Kindergarten teacher one of the best

WELL DONE: Patrick Boyle is a teacher at Tokoroa's Clyde Street Kindergarten and has won a national award for teaching. He is congratulated by colleagues (from left): Lisa Teokotai, Puroku Hall and Renee Tangimataiti.
WELL DONE: Patrick Boyle is a teacher at Tokoroa's Clyde Street Kindergarten and has won a national award for teaching. He is congratulated by colleagues (from left): Lisa Teokotai, Puroku Hall and Renee Tangimataiti.

Grandfather and kindergarten teacher Patrick Boyle has made a big impact in early childhood education since he started in 2005.

Mr Boyle, from Hamurana, recently won a top national award - the National Excellence in Teaching (NEiTA) Education Programs Teaching Award - presented annually to five teachers across the country.

The award followed the NEiTA regional awards announced in Parliament in May.

Mr Boyle said what helped him win the award was his experiments with project-based learning, which he used at all three kindergartens he worked at in Auckland, Rotorua and Tokoroa.

"As part of the application process we had to do a written assignment."

He said he chose to write his assignment on a project-based experiment he had triggered in Auckland.

"It was about an old folk song The Fox and the Goose.

"It started with me singing the song to the children and before you knew it everyone wanted to learn the words."

He said because the children were interested and wanted to know more, he left it up to them to lead a project. He said the children decided they wanted to make a play out of the song and they spent weeks learning about the animals, before making the detailed play about the song.

"This is typical of project work. The children run it and drive it. What grows out of it is a groundswell of child interest."

The NEiTA said they were impressed with Mr Boyle's teaching philosophy.

"The judges felt that Patrick has developed many insights into the way children engage with their world and in so doing brings many years of wisdom and creativity to his relatively unique position as a mature male early childhood educator."

Mr Boyle received his award at Clyde Street Kindergarten in Tokoroa, where he is on a six-month contract following a stint at the Rotorua East Kindergarten.

He was presented with a crystal apple and a $5000 professional development grant.

Mr Boyle said he would put the money towards an internet resource profiling all his projects, which could be added to by other teachers around the country.

There were 600 nominations for the five top teaching awards, which recognised excellence in early childhood, primary, intermediate and high school level teaching.

Mr Boyle began his training in early childhood teaching in 2005, influenced by the birth of his two grandchildren after 30 years in the printing industry. He is part of a rare breed in his new profession, with males comprising only 1 per cent of early childhood teachers in New Zealand.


» About this exercise: Give exactly the lines from the one with "Describe the element at coordinates (57, 249)" through the final line of the listing below, both included, leaving out any pictures.

» Information given:
---

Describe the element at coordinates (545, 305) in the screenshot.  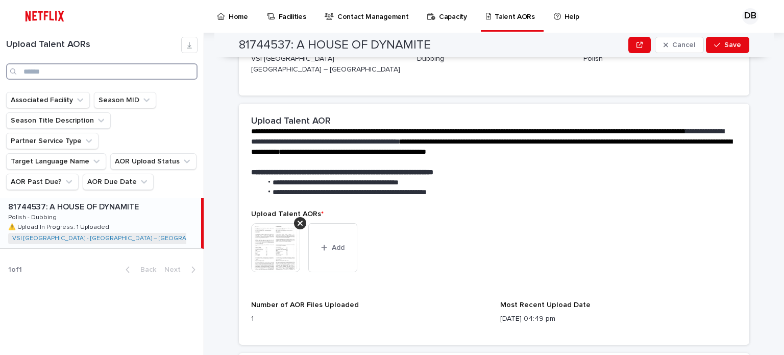
I see `span: Most Recent Upload Date` at that location.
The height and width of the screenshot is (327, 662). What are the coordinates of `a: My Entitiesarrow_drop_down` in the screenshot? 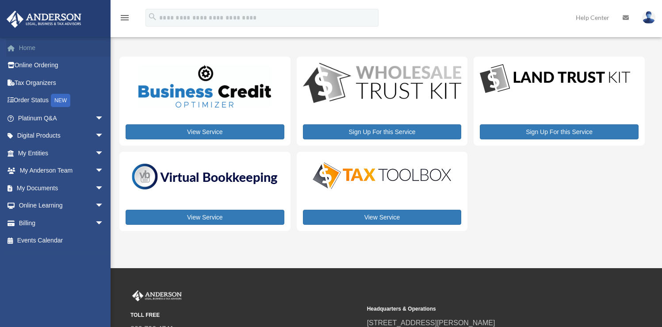 It's located at (62, 153).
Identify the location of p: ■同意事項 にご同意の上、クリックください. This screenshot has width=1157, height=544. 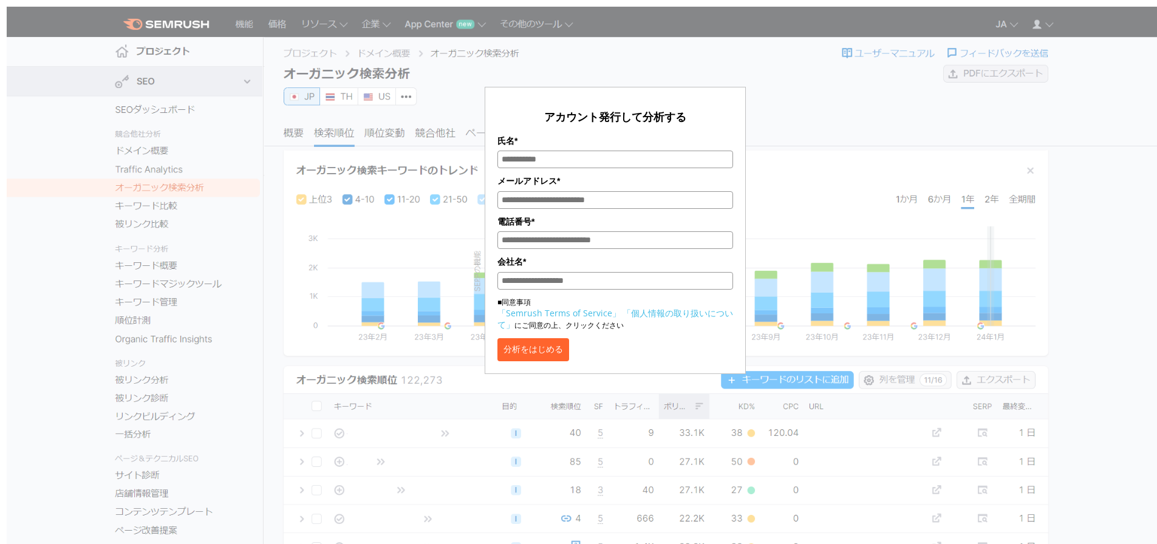
(615, 314).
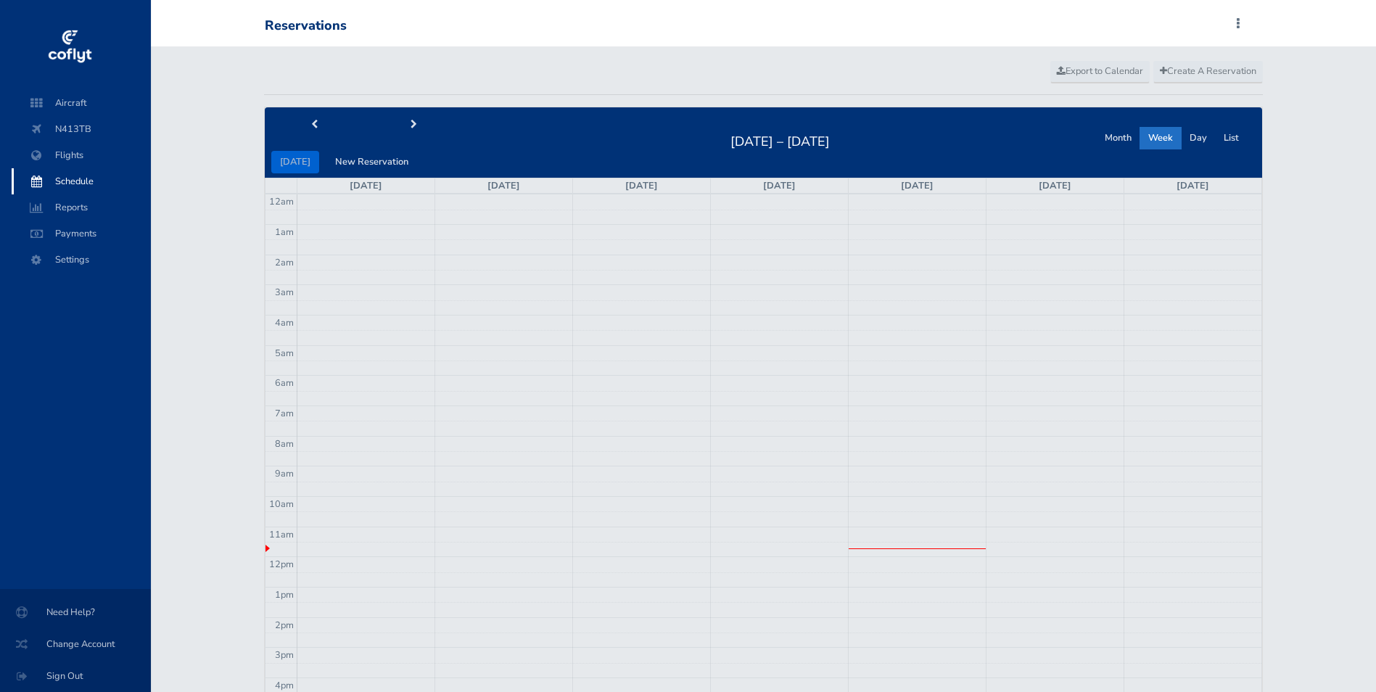 The height and width of the screenshot is (692, 1376). I want to click on button: prev, so click(315, 125).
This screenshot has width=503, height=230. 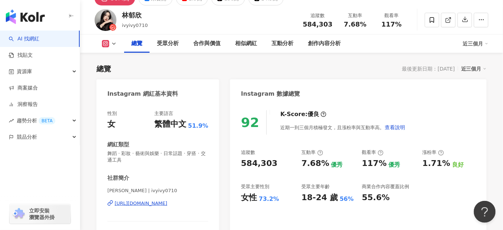 I want to click on a: chrome extension立即安裝 瀏覽器外掛, so click(x=40, y=214).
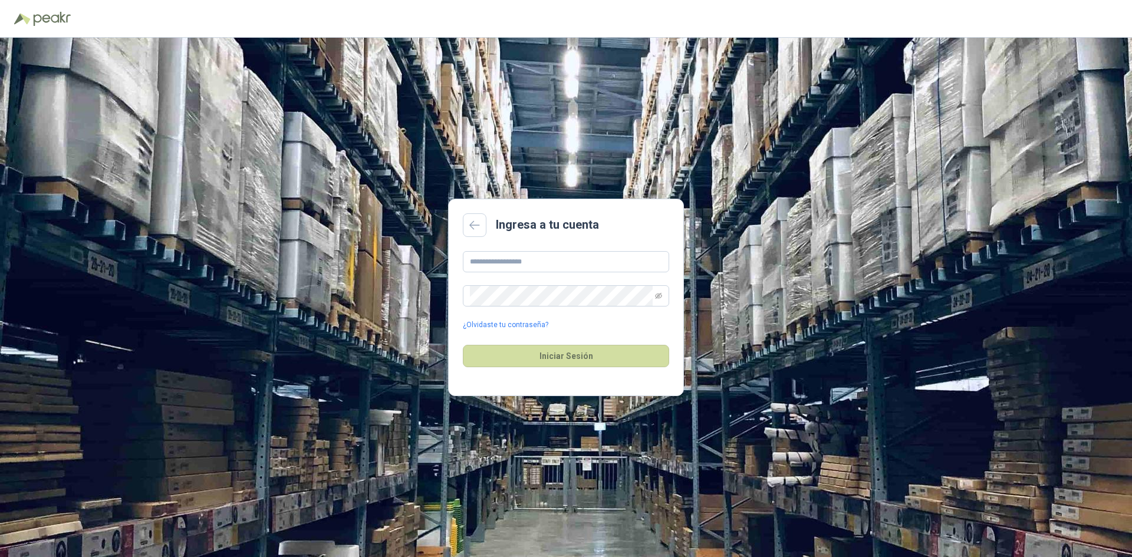 Image resolution: width=1132 pixels, height=557 pixels. What do you see at coordinates (22, 19) in the screenshot?
I see `img: Logo` at bounding box center [22, 19].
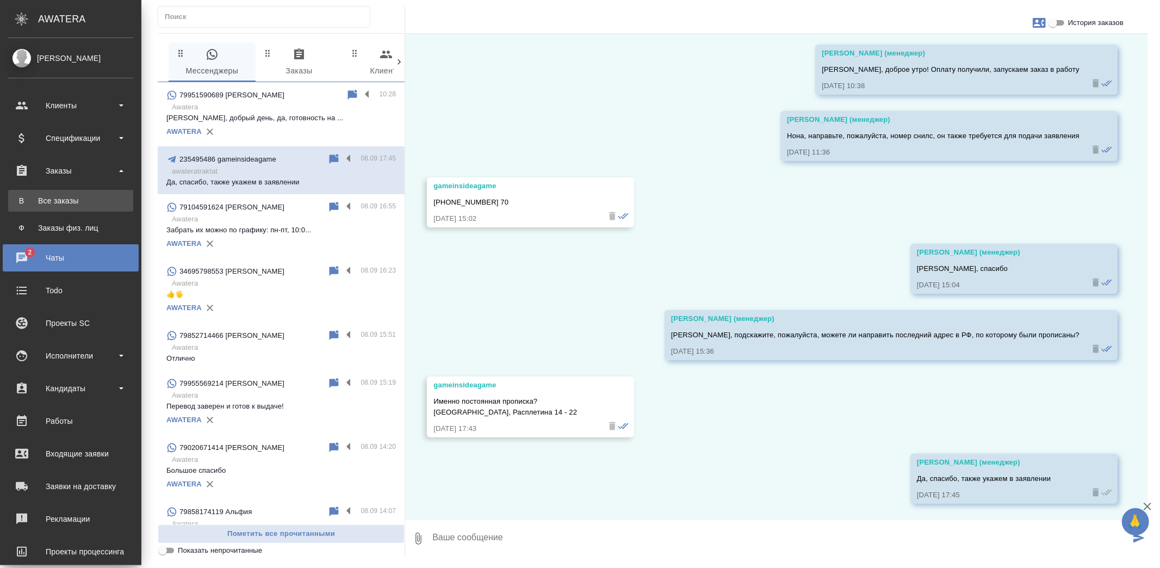 The image size is (1160, 568). What do you see at coordinates (71, 228) in the screenshot?
I see `div: Заказы физ. лиц` at bounding box center [71, 228].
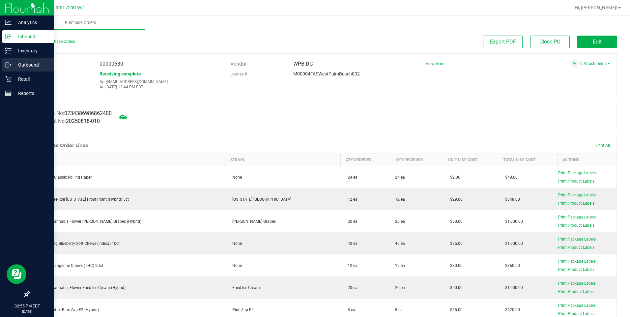 The width and height of the screenshot is (630, 317). I want to click on p: Outbound, so click(31, 65).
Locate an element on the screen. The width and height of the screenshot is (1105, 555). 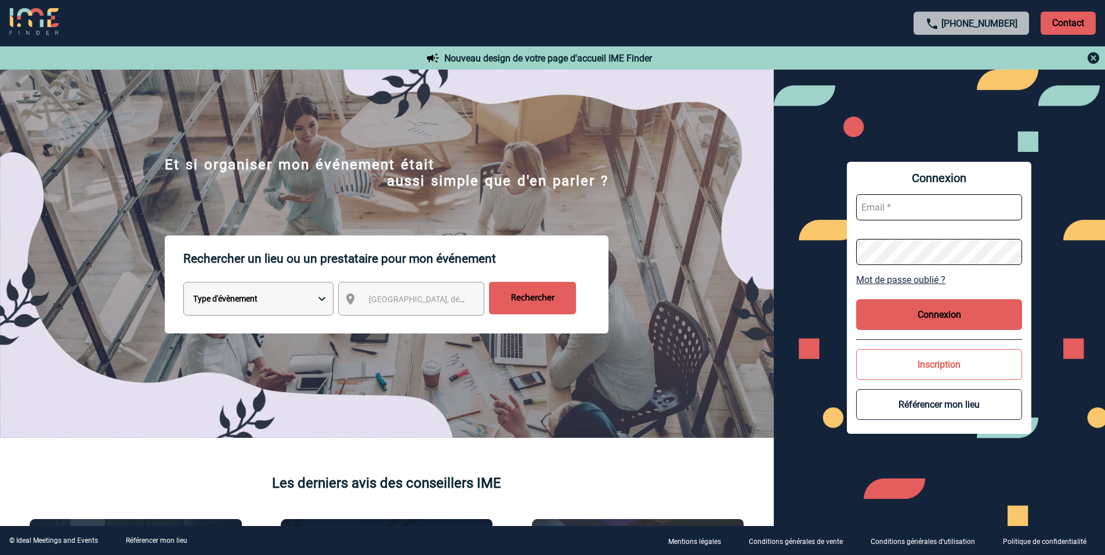
span: Connexion is located at coordinates (939, 178).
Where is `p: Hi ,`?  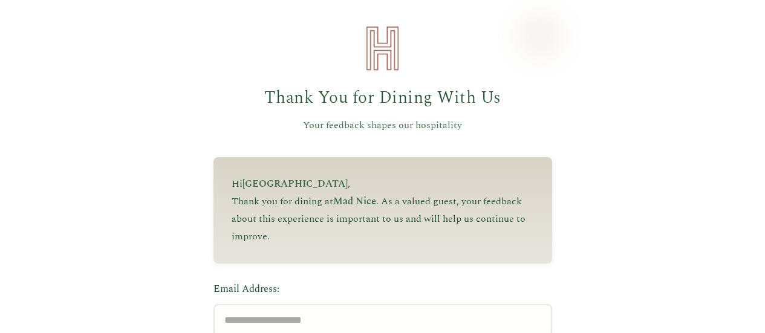 p: Hi , is located at coordinates (383, 184).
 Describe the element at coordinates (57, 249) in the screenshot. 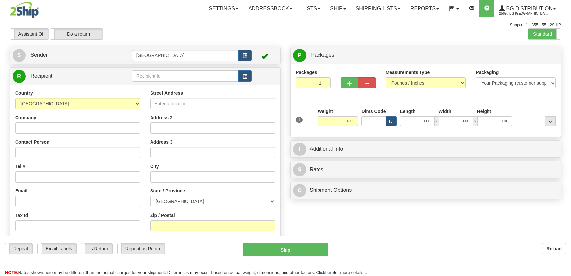

I see `label: Email Labels` at that location.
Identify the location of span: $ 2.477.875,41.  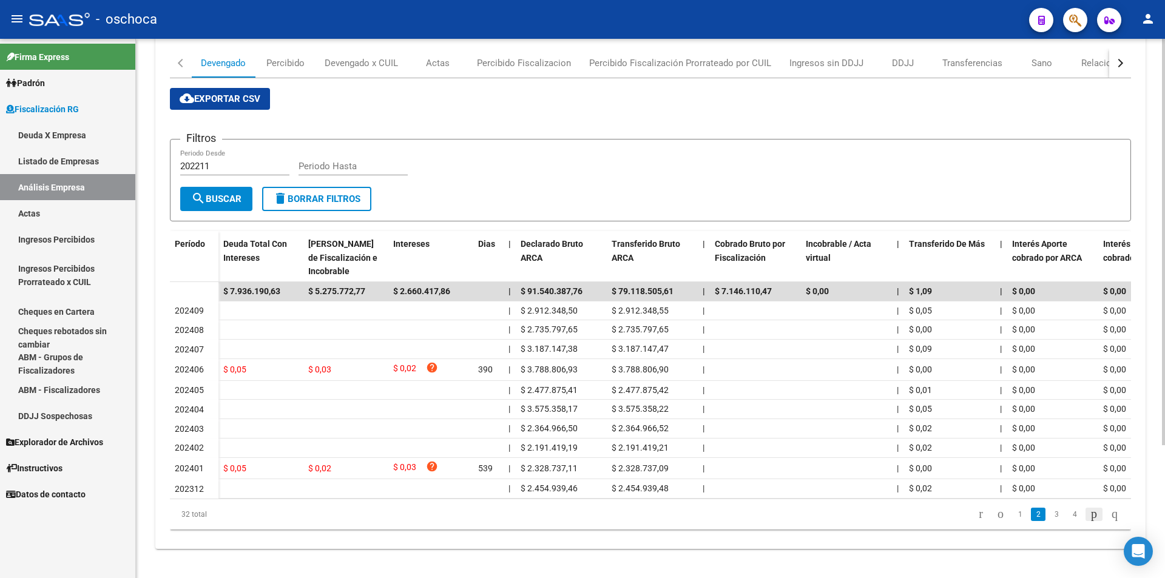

---

» The answer:
 Describe the element at coordinates (57, 249) in the screenshot. 

I see `label: Email Labels` at that location.
Identify the location of span: $ 2.477.875,41.  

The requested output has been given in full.